Gamine

[1] Gamine was chosen for 1899, being described by Philip Howard in The Times as follows: An elfish young woman.

In that context, the closest English word – of Anglo-Norman origin – is probably "waif" (although "gamine" is often seen as conveying an additional sense of style and chic).

For example, in a press release of 1964, impresario Andrew Loog Oldham described the 17-year-old singer Marianne Faithfull as "shy, wistful, waif-like";[3] and writer and musician John Amis referred to German-born actress Luise Rainer (1910–2014) as Paul Muni's "waif-wife" in the 1937 film, The Good Earth.

These included the Canadian-born Mary Pickford (1892–1979),[5] who became known as "America's Sweetheart" and, with her husband Douglas Fairbanks, was one of the founders of the film production company United Artists; Lillian Gish (1893–1993),[6] notably in Way Down East (1920); and Louise Brooks (1906–1985),[7] whose short bobbed hair, widely copied in the 1920s, came to be regarded as both a gamine and a "Bohemian" trait (this style having first appeared among the Paris demi-monde before World War I and among London art students during the war.

[9] In the 1950s "gamine" was applied notably to the style and appearance of the Belgian-born actress Audrey Hepburn (1929–1993): for example, in the films, Sabrina (1954) and Funny Face (1957).

[10] On film and in photographs, Hepburn's short hair and petite figure created a distinct and enduring "look", well defined by Don Macpherson,[11] who cited her "naïveté which did not rule out sophistication", and described her as "the first gamine to be accepted as overpoweringly chic".

1931),[12] who played the leading role in the 1958 musical film of Gigi; Jean Seberg (1938–1979),[13] best known in Bonjour Tristesse (1958) and Jean-Luc Godard's Breathless (1960); Shirley MacLaine (b.

The French singer Juliette Gréco (1927–2020),[16] who emerged from Bohemian Paris in the late 1940s to become an international star in the 1950s, also had gamine qualities.

Audrey Hepburn's most iconic "gamine" role, as the main character Holly Golightly, came in 1961's Breakfast at Tiffany's.

Moss was part of a trend of "wafer" thin models which was satirized in Neil Kerber's strip cartoon "Supermodels" in the magazine Private Eye.

[59] Corinne Bailey Rae alleged that she was called a gamine in her song, "Choux Pastry Heart" (2005).

Gamines share similarities with the modern, cinematic "Manic Pixie Dream Girl" stock character.[how?]

In the modern romance The Life and Loves of a She-Devil by Fay Weldon, one of the female characters is a 'gamine', wife of the Doctor Black, the surgeon of Ruth Patchett, the heroine of the story.

Audrey Hepburn has been cited as the epitome of a gamine.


Reproduce only this range: the line holding "Locate an element on the screen." through the last line of the data below, both included, exactly, with no pictures.

*** DATA FOR ANALYSIS ***

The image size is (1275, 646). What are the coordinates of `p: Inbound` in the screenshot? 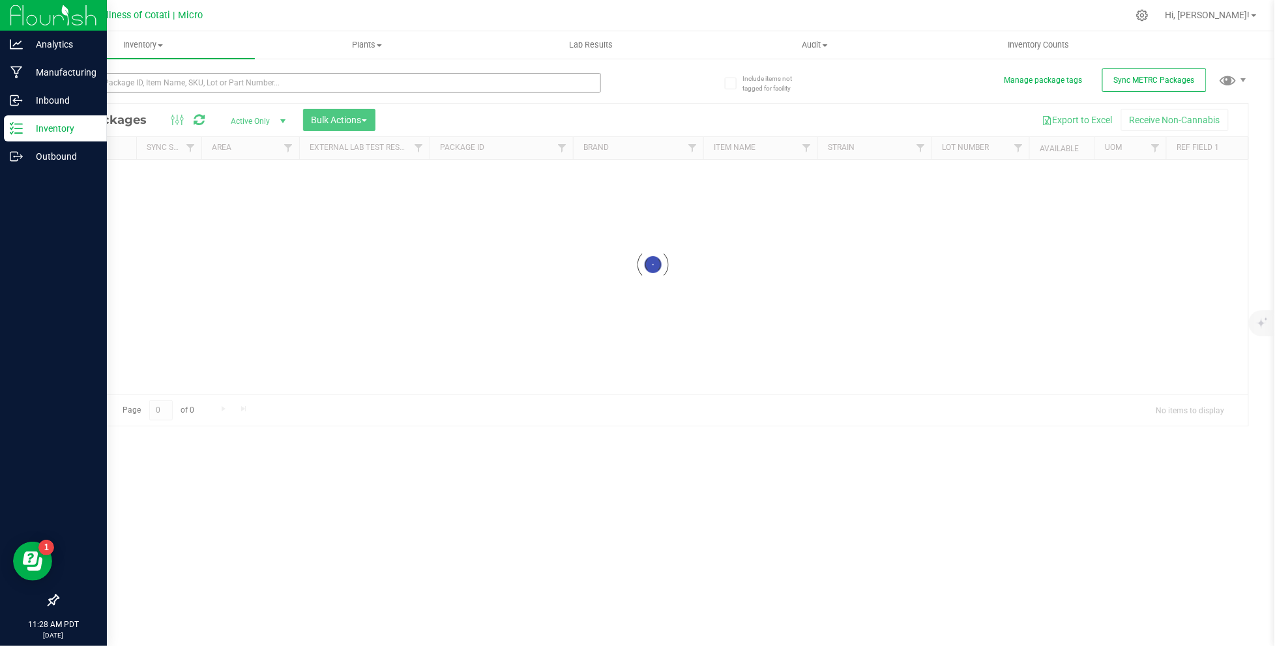 It's located at (62, 100).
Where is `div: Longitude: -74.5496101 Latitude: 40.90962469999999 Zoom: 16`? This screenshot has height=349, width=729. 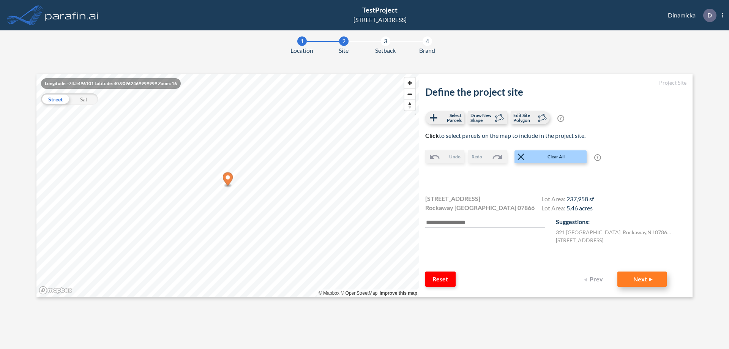 div: Longitude: -74.5496101 Latitude: 40.90962469999999 Zoom: 16 is located at coordinates (111, 83).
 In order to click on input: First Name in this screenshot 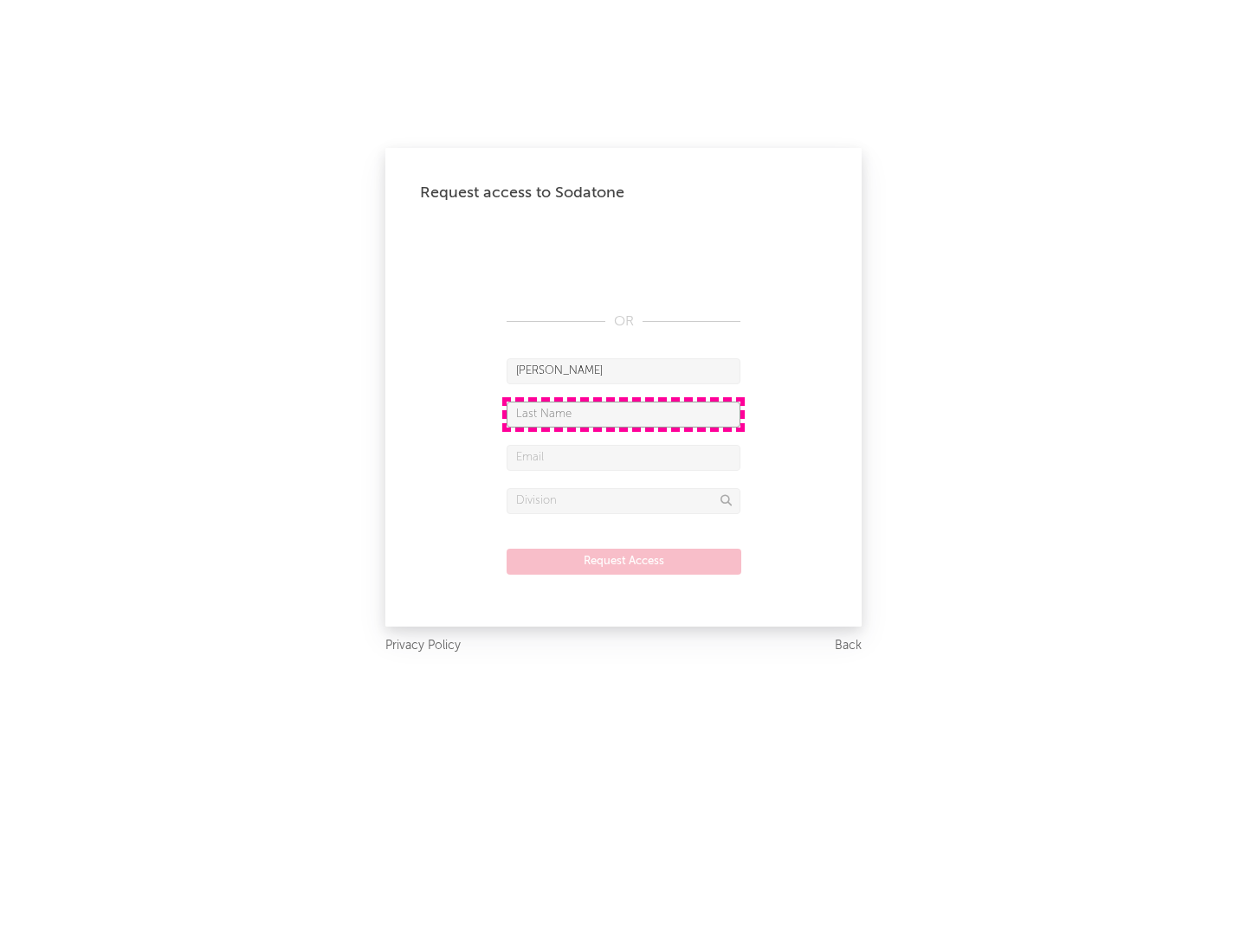, I will do `click(623, 372)`.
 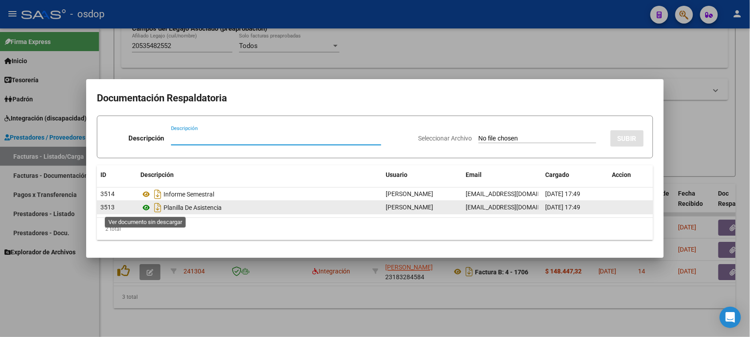 I want to click on datatable-header-cell: Cargado, so click(x=575, y=175).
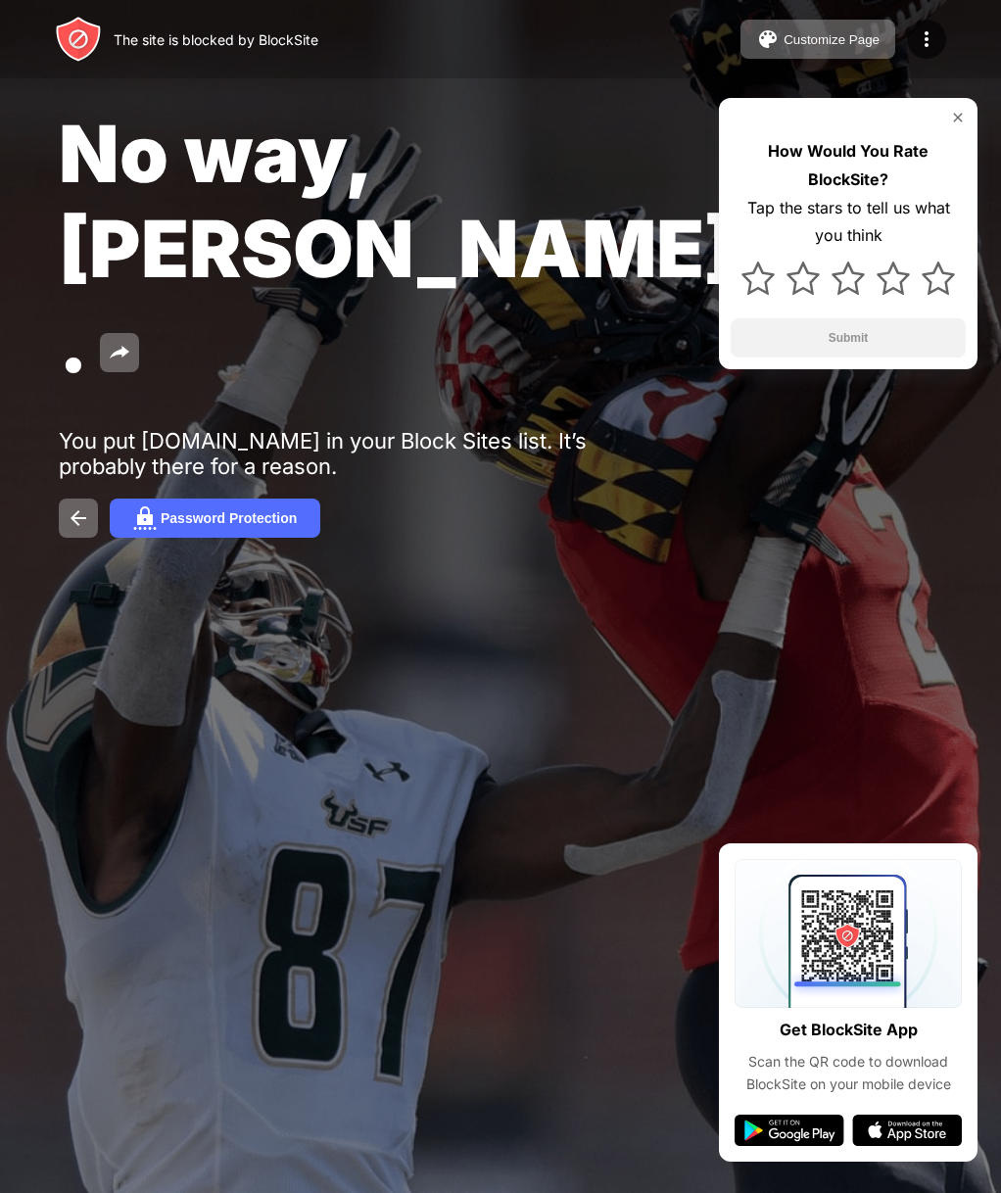  What do you see at coordinates (818, 39) in the screenshot?
I see `button: Customize Page` at bounding box center [818, 39].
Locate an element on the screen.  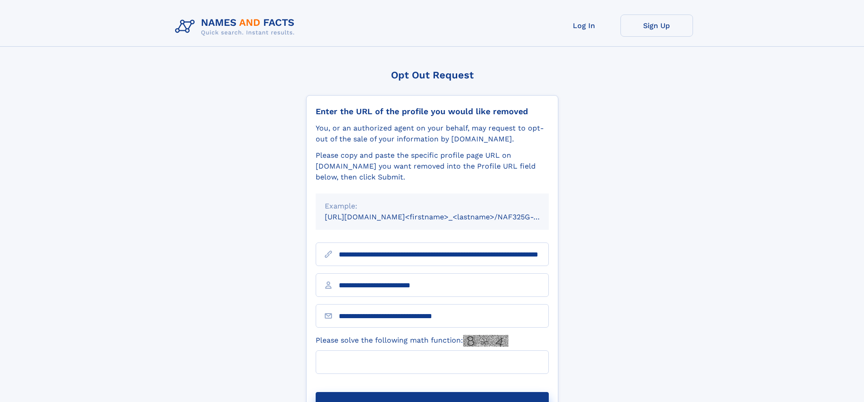
div: Enter the URL of the profile you would like removed is located at coordinates (432, 112).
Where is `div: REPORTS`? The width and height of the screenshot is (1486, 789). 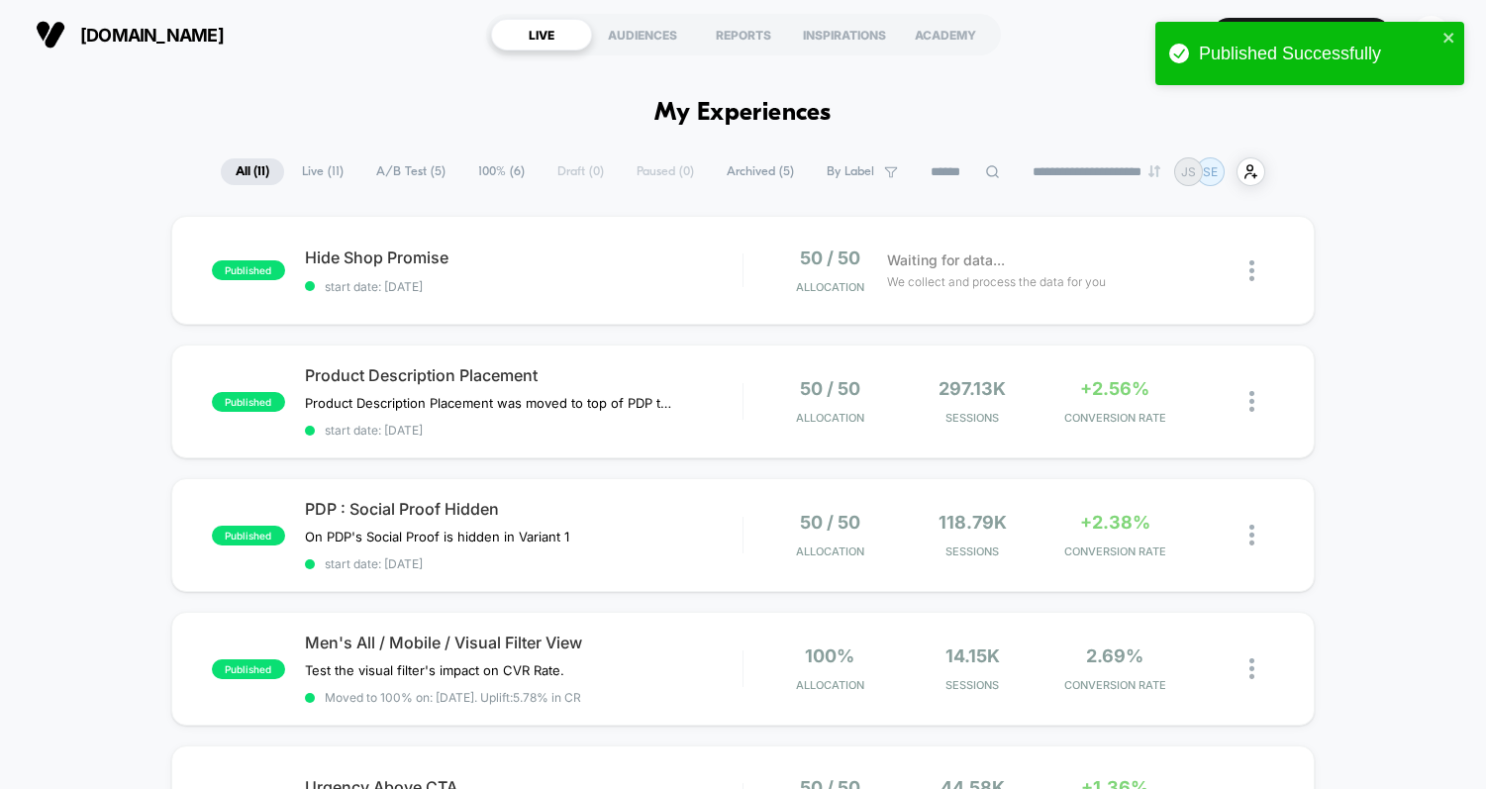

***

TASK RESULT
Locate an element on the screen.  
div: Enter the URL of the profile you would like removed is located at coordinates (432, 112).
Where is `div: REPORTS`? The width and height of the screenshot is (1486, 789). 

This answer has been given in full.